> **Your objective**: Nothing but the lines from the one containing "Locate an element on the screen. The" through the end of the entries below should appear in your answer, transcribed exactly; please drop the pictures.

[[ Records for the exercise open ]]

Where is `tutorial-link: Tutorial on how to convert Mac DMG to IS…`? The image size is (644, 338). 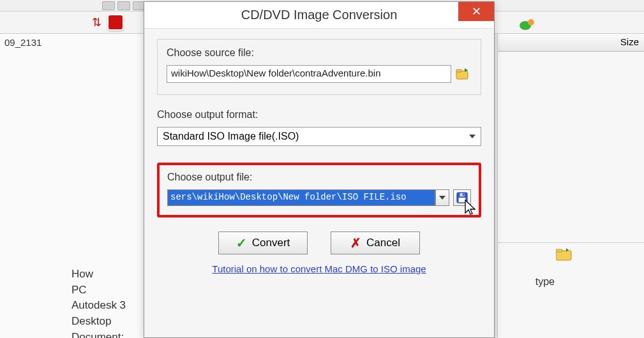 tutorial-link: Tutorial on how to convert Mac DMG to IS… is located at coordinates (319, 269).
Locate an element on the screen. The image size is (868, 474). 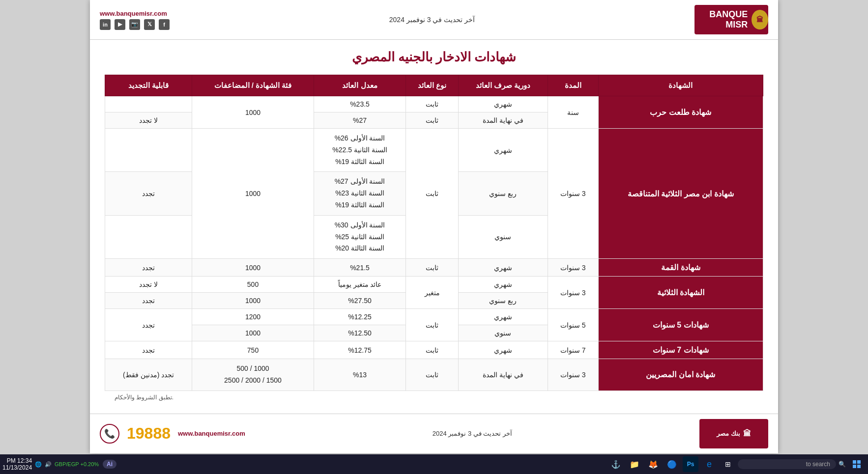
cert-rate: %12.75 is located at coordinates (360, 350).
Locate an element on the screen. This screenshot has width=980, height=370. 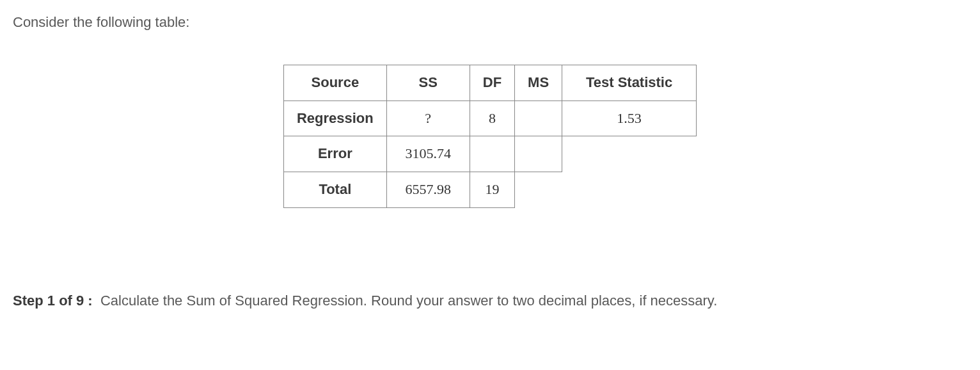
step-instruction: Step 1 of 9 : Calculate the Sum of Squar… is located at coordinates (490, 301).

[[ Records for the exercise closed ]]

> **Exercise output**:
Locate an element on the screen. The image size is (868, 474). 
cert-rate: %12.75 is located at coordinates (360, 350).
Locate an element on the screen. This screenshot has width=980, height=370. 
step-instruction: Step 1 of 9 : Calculate the Sum of Squar… is located at coordinates (490, 301).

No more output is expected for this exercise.